How far do those parallels go? In some ways mental images are like pictures.

  • Chronometric studies indicate that the pattern of what information is more available and what is less available in an image closely matches the pattern of what is available in an actual picture. Likewise, the times needed to scan across an image, to zoom in on an image to examine detail, or to imagine the form rotating, all correspond closely to the times needed for these operations with actual pictures.
  • In many settings, visual imagery seems to involve mechanisms that overlap with those used for visual perception. This is reflected in the fact that imaging one thing can make it difficult to perceive something else, or that imaging the appropriate target can prime a subsequent perception. In other words, if I ask you to image something it makes it harder to perceive a weak visual stimulus at the same time. And if I ask you to to image something that resembles a visual stimulus you are faster to see it when it pops up on a screen. Further evidence comes from neuroimaging and studies of brain damage; this evidence confirms the considerable overlap between the biological basis for imagery and that for perception.
  • Even when imagery is visual, mental images are picture-like—they are not actually pictures. Unlike pictures, mental images seem to be accompanied by a perceptual reference frame that guides the interpretation of the image and also influences what can be discovered about the image. For example if I ask you to image a simple ambiguous picture like the one below, you are not able to reverse it to its alternative interpretation, something that is very easy to do when you look at the actual picture.unknownDuck/rabbitunknownOld woman /young woman

Art and the Blind

We often talk about the “visual arts”. But it is interesting to ask how visual the visual arts really are. One path forward is to ask both, how people who are blind since birth appreciate art and also create art.
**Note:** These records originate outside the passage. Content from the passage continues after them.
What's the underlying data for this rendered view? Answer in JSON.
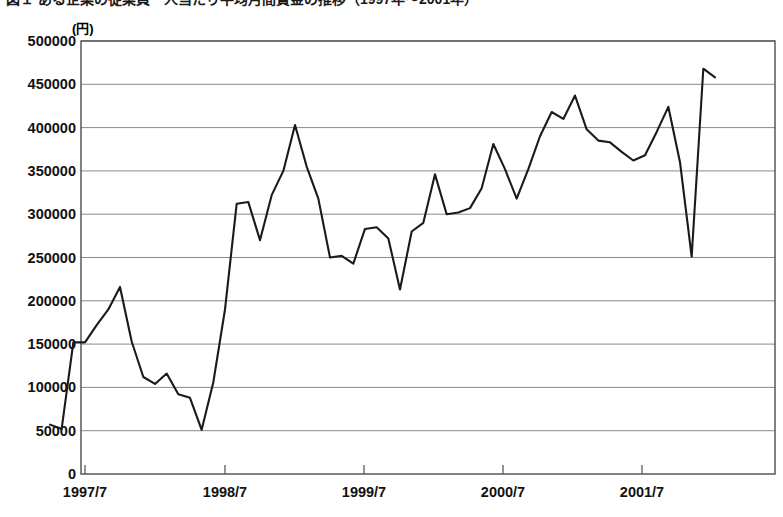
{
  "figure": {
    "title_clipped": "図１ ある企業の従業員一人当たり平均月間賃金の推移（1997年〜2001年）",
    "unit_label": "(円)",
    "background_color": "#ffffff",
    "line_color": "#1a1a1a",
    "grid_color": "#8a8a8a",
    "frame_color": "#4d4d4d"
  },
  "chart_data": {
    "type": "line",
    "title": "図１ ある企業の従業員一人当たり平均月間賃金の推移（1997年〜2001年）",
    "xlabel": "",
    "ylabel": "(円)",
    "ylim": [
      0,
      500000
    ],
    "ytick_labels": [
      "0",
      "50000",
      "100000",
      "150000",
      "200000",
      "250000",
      "300000",
      "350000",
      "400000",
      "450000",
      "500000"
    ],
    "ytick_values": [
      0,
      50000,
      100000,
      150000,
      200000,
      250000,
      300000,
      350000,
      400000,
      450000,
      500000
    ],
    "xtick_labels": [
      "1997/7",
      "1998/7",
      "1999/7",
      "2000/7",
      "2001/7"
    ],
    "xtick_values": [
      "1997-07",
      "1998-07",
      "1999-07",
      "2000-07",
      "2001-07"
    ],
    "grid": true,
    "grid_axis": "y",
    "legend": false,
    "legend_position": "none",
    "series": [
      {
        "name": "月間賃金",
        "x": [
          "1997-04",
          "1997-05",
          "1997-06",
          "1997-07",
          "1997-08",
          "1997-09",
          "1997-10",
          "1997-11",
          "1997-12",
          "1998-01",
          "1998-02",
          "1998-03",
          "1998-04",
          "1998-05",
          "1998-06",
          "1998-07",
          "1998-08",
          "1998-09",
          "1998-10",
          "1998-11",
          "1998-12",
          "1999-01",
          "1999-02",
          "1999-03",
          "1999-04",
          "1999-05",
          "1999-06",
          "1999-07",
          "1999-08",
          "1999-09",
          "1999-10",
          "1999-11",
          "1999-12",
          "2000-01",
          "2000-02",
          "2000-03",
          "2000-04",
          "2000-05",
          "2000-06",
          "2000-07",
          "2000-08",
          "2000-09",
          "2000-10",
          "2000-11",
          "2000-12",
          "2001-01",
          "2001-02",
          "2001-03",
          "2001-04",
          "2001-05",
          "2001-06",
          "2001-07",
          "2001-08",
          "2001-09",
          "2001-10",
          "2001-11",
          "2001-12",
          "2002-01"
        ],
        "values": [
          57000,
          52000,
          152000,
          152000,
          172000,
          190000,
          216000,
          153000,
          112000,
          104000,
          116000,
          92000,
          88000,
          51000,
          106000,
          190000,
          312000,
          314000,
          270000,
          322000,
          350000,
          403000,
          355000,
          318000,
          250000,
          252000,
          243000,
          283000,
          285000,
          272000,
          213000,
          280000,
          290000,
          346000,
          300000,
          302000,
          307000,
          330000,
          381000,
          352000,
          318000,
          352000,
          390000,
          418000,
          410000,
          437000,
          398000,
          385000,
          383000,
          372000,
          362000,
          368000,
          395000,
          424000,
          360000,
          251000,
          468000,
          458000
        ]
      }
    ]
  },
  "axes_geometry": {
    "plot_left_px": 81,
    "plot_right_px": 775,
    "plot_top_px": 41,
    "plot_bottom_px": 474,
    "x_tick_px": [
      85,
      225,
      364,
      503,
      642
    ],
    "months_per_tick": 12,
    "px_per_month": 11.6
  }
}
This is a fascinating issue on its own but also can give us intriguing hints about why art is as it is. Certainly some aspect of art are just a matter of convention – just look at ancient Egypt where the convention was to show fee viewed from the side, bodies viewed head on and faces almost always in profile.  But some aspect of art may come from the way our brains (and that is ALL brains) are wired.

egyptian_-_wall_fragment_from_the_tomb_of_amenemhet_and_his_wife_hemet_-_google_art_project

Some of the fabulous evidence comes from Canadian psychologist John Kennedy who has done various studies asking the blind to draw specific scenes, he finds, for example, that blind people with no art training spontaneously use many of the “visual” metaphors that the seeing use. As just one example, they draw lines streaking out behind someone  to indicate fast motion.

 

http://www.artbeyondsight.org/teach/how-blind-draw.shtml

Kennedy has also explored how people perceive line drawing including people in cultures with no history of representational art (e.g. Amazon tribes.) He showed people line drawings of parrots, with lines indicating changes in hue (which looks really strange to American or European eyes because we rarely use lines to indicate color boundaries. ) Turns out they also look strange to the indigenous people of the Amazon who looked at these drawing and wanted to know why the parrot was chopped up into pieces.

dsc_1469

 

 

dsc_1469-copy

 

 

 

 

 

 

 

 

Here is an abstract of a recommendable book for those interested in the topic: https://tspace.library.utoronto.ca/handle/1807/948

Apparently then at least some of the rules of art are essentially universal, even in people with neither training nor any history of vision, and other rules clearly are nothing but conventions.

 

dsc_1376

dsc_1373

dsc_1367PS: Why flamingos? How would you possible describe the colors, shapes, movements of these birds to someone who cannot see? The richness in our visual environment is just beyond belief – and something I am deeply grateful for.